Scholars and believers from the first century to the present have been troubled by the fact that differing, often sharply divergent, accounts of Jesus’ life can be found in the Gospels. John Dominic Crossan and the Jesus Seminar have stirred interest in Jesus and the Gospels by sifting through the New Testament for the authentic words of Jesus. The outcome of the Seminar’s whole enterprise hinges on how they resolve the relationship between the three Synoptic Gospels — Matthew, Mark, and Luke. According to the Jesus Seminar, these Gospels are all based on the hypothetical Gospel of Q, supposedly a lost collection of Jesus’ teachings. But what if the Jesus Seminar is wrong? What if the Gospel of Q simply never existed and was just invented, out of necessity, to resolve the tensions between Matthew, Mark, and Luke?
In A History of the Synoptic Problem, David Laird Dungan provides a comprehensive history of this contentious debate from its beginning. He shows how scholars throughout the ages have defined and redefined the Synoptic Problem and resolved the contradictions using the intellectual tools of their day. Structuring his book around crucial historical figures such as Origen, Augustine, Erasmus, Spinoza, and Locke, Dungan discloses, for the first time, the theological, political, and economic agendas that guided their biblical interpretations. The result is a book that challenges the status quo and its insistence on the priority of Mark and the existence of Q.
Sure to make readers rethink their assumptions about the New Testament, Dungan’s latest book is a controversial, bold contribution to what is already a heated debate.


**ACTIVITY**
Only lines containing "caramel" are wanted from the data below. Copy those lines.

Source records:
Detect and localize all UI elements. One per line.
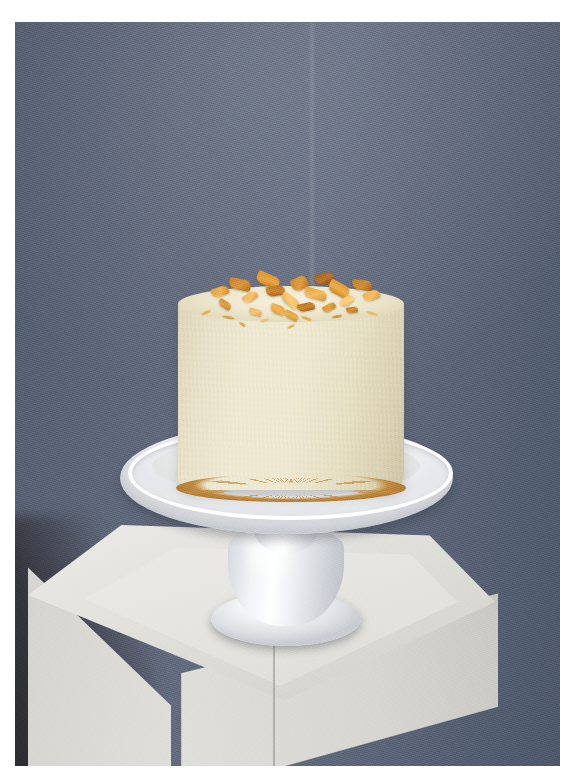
honeycomb-shard: [303, 286, 328, 302]
honeycomb-shard: [249, 307, 263, 316]
honeycomb-shard: [321, 301, 337, 314]
honeycomb-shard: [228, 277, 252, 292]
caramel-drizzle: [239, 321, 246, 327]
photograph-image: [15, 22, 560, 766]
honeycomb-shard: [218, 298, 234, 311]
cake-base-crumb-texture: [178, 478, 404, 500]
honeycomb-shard: [352, 279, 373, 291]
honeycomb-shard: [241, 289, 259, 304]
honeycomb-shard: [345, 306, 358, 314]
caramel-drizzle: [287, 323, 295, 329]
honeycomb-shard: [210, 284, 230, 298]
honeycomb-topping: [208, 271, 380, 331]
honeycomb-shard: [283, 309, 300, 322]
photo-print: Frosted layer cake topped with golden ho…: [0, 0, 575, 783]
honeycomb-shard: [297, 301, 316, 313]
caramel-drizzle: [222, 315, 235, 321]
caramel-drizzle: [301, 315, 312, 322]
caramel-drizzle: [366, 310, 378, 317]
caramel-drizzle: [332, 314, 342, 319]
caramel-drizzle: [259, 318, 268, 323]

**FINAL ANSWER**
caramel-drizzle: [239, 321, 246, 327]
caramel-drizzle: [287, 323, 295, 329]
caramel-drizzle: [222, 315, 235, 321]
caramel-drizzle: [301, 315, 312, 322]
caramel-drizzle: [366, 310, 378, 317]
caramel-drizzle: [332, 314, 342, 319]
caramel-drizzle: [259, 318, 268, 323]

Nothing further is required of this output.